Death. It’s often taboo because it’s a subject that’s too painful to be discussed and yet aches to be addressed. Unabashedly, author Samuel Bigglesworth goes there in his latest collection of short stories aptly christened, A BEAUTIFUL PLACE TO DIE.
For anyone who has ever experienced a brush with death in any way, Bigglesworth writes–not to rip off the bandage–but to boldly exhume the discomfort we keep buried inside. These 14 must-read fictional stories speak to all walks of life to elicit a sense of enlightenment and acceptance about the topic that we feel is best avoided. Or is it? As master sick-lit novelist John Green put it, “Grief doesn’t change you. It reveals you.” As Bigglesworth muses, dying, “would be free from pain, but to feel pain is to live.” In A BEAUTIFUL PLACE TO DIE, Bigglesworth explores the many concepts surrounding demise: dying with dignity, suicide, dealing with the emotional pangs of declining health, life’s purpose, and even death in the sense of one’s former, colder self.

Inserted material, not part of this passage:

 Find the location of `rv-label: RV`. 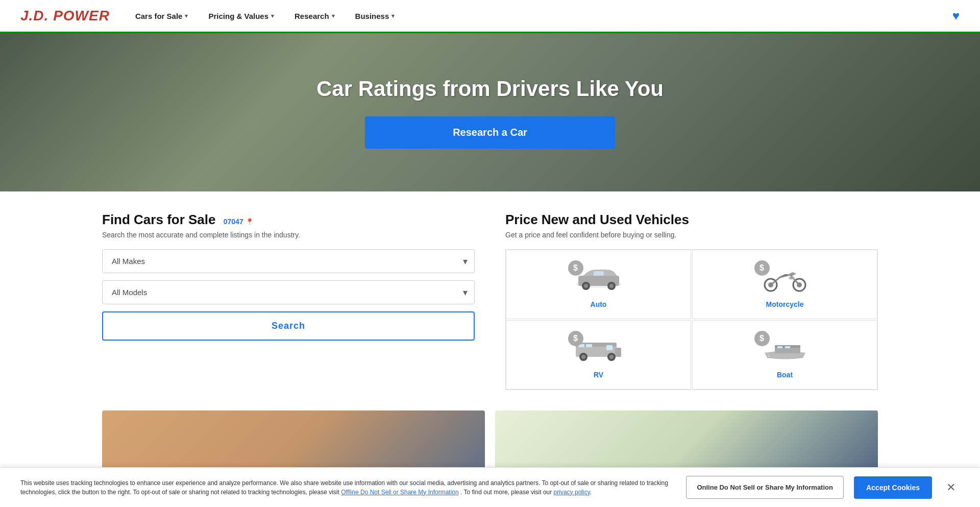

rv-label: RV is located at coordinates (598, 375).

The stories–a wake-up call to humanity–take place in a hospital, others in the gorgeous depths of Mother Nature and share the common theme of human need.

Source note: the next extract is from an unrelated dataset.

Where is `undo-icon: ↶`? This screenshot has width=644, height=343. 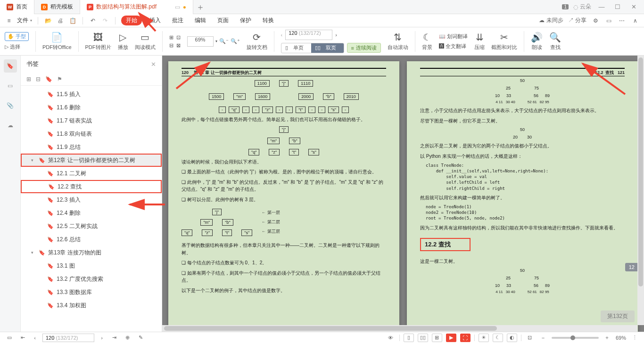 undo-icon: ↶ is located at coordinates (93, 21).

“The Coral Tailed Waffle Bird” tells the tale of a little girl frustrated when she can’t locate a dumb, yet attractive bird during a sighting with her father, who attempts to remind her of all the other awe-inspiring birds that she chose to miss out on while in search of something “cool” yet unreachable. The story awakens the inner child in all of us who behave in a juvenile manner, when we want what we can’t have, and shows us how our stubborn curiosity makes us lose sight of what really counts. Funnily, the author demonstrates this so-called “need” can be easily quashed with some other gratifying distraction. In “I’m Cold Darling,” a sick woman’s desperate plea to be taken to a hospital is rebuffed by her partner, whose self-involved attitude intrudes on her dire need to be treated, and thus results in a rude awakening. In his search for his life’s purpose, an empty young man finds solace in getting a four-legged friend in “The Dog Whisperer,” while a terminally ill homeless woman quests to die with dignity in the title story.
A BEAUTIFUL PLACE TO DIE is a bittersweet tribute to death in all its complexity and boldly tugs at the heartstrings of what it is to be human.